Synopses & Reviews
If poetry is a tantalizing invitation – into the world the poem conjures, the interior life of the poet, our own interior lives – then How to Read a Poem…And Start a Poetry Circle is a means of accepting that invitation. In gathering a potent group of poems she calls her “talismans” into this slender volume, Molly Peacock presents us with a book of ways to explore the romance we have with words we can’t quite hold.
As an acclaimed poet and a freethinking teacher of poetry for more than twenty-five years, Peacock is perfectly poised to strip away this art’s daunting mystique to reveal how it works its alluring alchemy on us. Rather than coolly dissecting poems, she opens them the way “a love relationship is deepened – through the blind delight of examining it with the senses and the intellect all at once.” Even better, she shows us why poetry begs to be read aloud to another person, discussed, and enjoyed among friends.
Through her discussion of fourteen poems – some ancient, some contemporary, and many by well-known poets, including Philip Larkin, Gerard Manley Hopkins, Michael Ondaatje, Margaret Atwood, and Lorna Crozier – Peacock leads us on a passionate, intuitive journey into the deliciously mysterious and bewitching world of verse. Like a friend, she introduces us to her friends; she shows us how to form poetry circles of our own, to share our private pleasures within the rounded borders of a communal reading group, and invites us to begin the rich, enthralling, and endlessly rewarding search for talismans of our own.
About the Author
Molly Peacock has published four books of poetry; a book about poetry, How to Read a Poem…and Start a Poetry Circle; and a highly acclaimed memoir, Paradise, Piece by Piece. She was also co-editor of Poetry in Motion: 100 Poems from the Subways and the Buses (1996).
She was president of the Poetry Society of America from 1989 to 1994, and continues to advise its Poetry in Motion program. Among her honors are fellowships from the Danforth, Ingram Merrill, and Woodrow Wilson foundations, as well as from the National Endowment for the Arts. A former learning specialist at Friends Seminary, she has been poet-in-residence at Bucknell University, University of Western Ontario, and University of California, Riverside.
Her poetry and essays have appeared in The New Yorker, The Nation, the New Republic, the Paris Review, Elle, and Mirabella.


» The task
Using the records below, count the lines with "JSON" in them. Give the number only.

───── Data to process

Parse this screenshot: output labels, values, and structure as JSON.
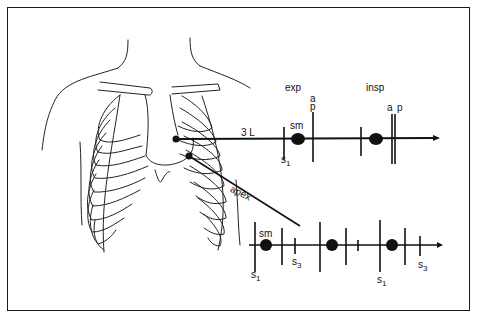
{
  "diagram": {
    "type": "auscultation diagram with phonocardiogram traces",
    "colors": {
      "ink": "#111111",
      "background": "#ffffff"
    },
    "sites": [
      {
        "label": "3 L",
        "description": "third left intercostal space"
      },
      {
        "label": "apex",
        "description": "cardiac apex"
      }
    ],
    "top_trace": {
      "site": "3 L",
      "phases": {
        "exp": "exp",
        "insp": "insp"
      },
      "labels": {
        "s1": "s",
        "s1_sub": "1",
        "sm": "sm",
        "a_exp": "a",
        "p_exp": "p",
        "a_insp": "a",
        "p_insp": "p"
      }
    },
    "bottom_trace": {
      "site": "apex",
      "labels": {
        "s1_first": "s",
        "s1_first_sub": "1",
        "sm": "sm",
        "s3_first": "s",
        "s3_first_sub": "3",
        "s1_second": "s",
        "s1_second_sub": "1",
        "s3_second": "s",
        "s3_second_sub": "3"
      }
    }
  }
}
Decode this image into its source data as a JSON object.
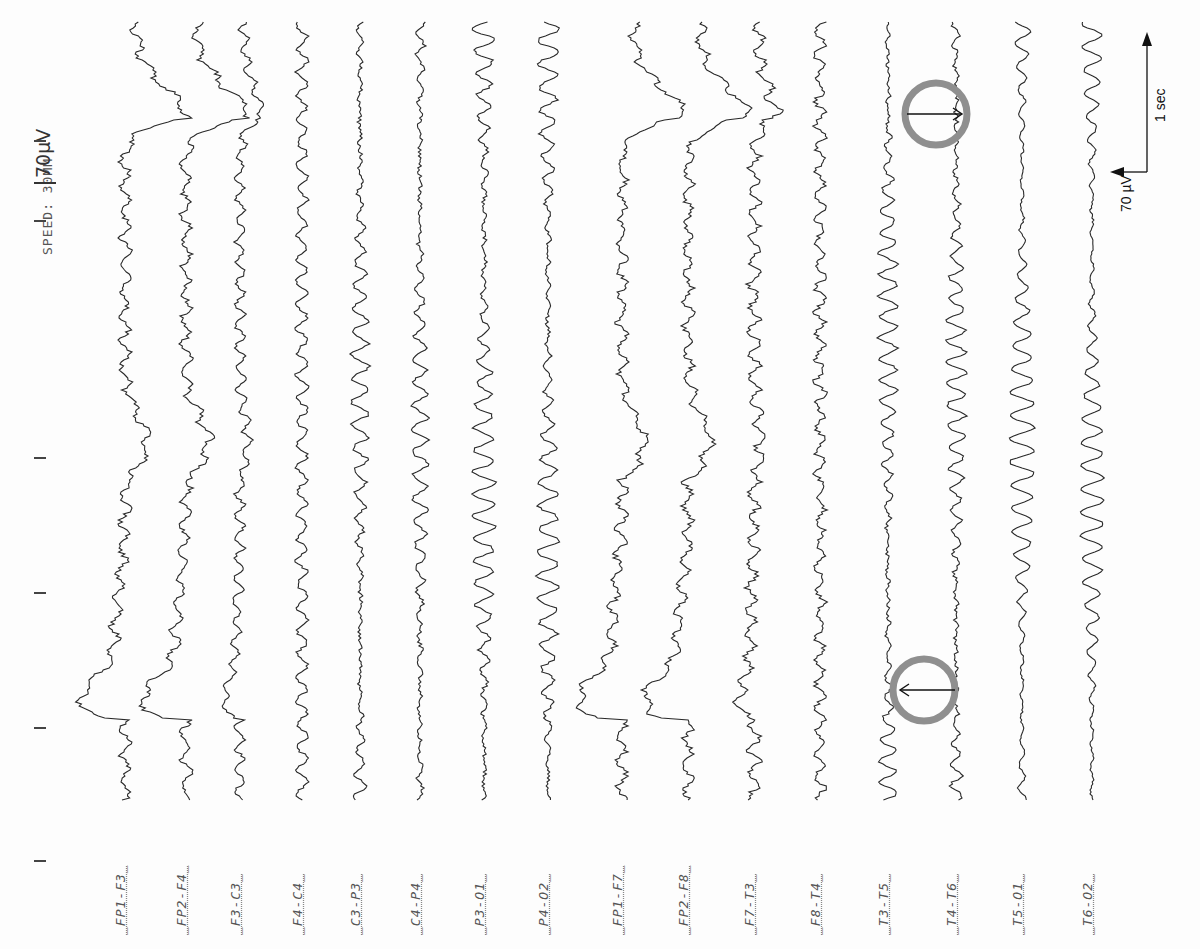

──────────

» Result of the exercise
2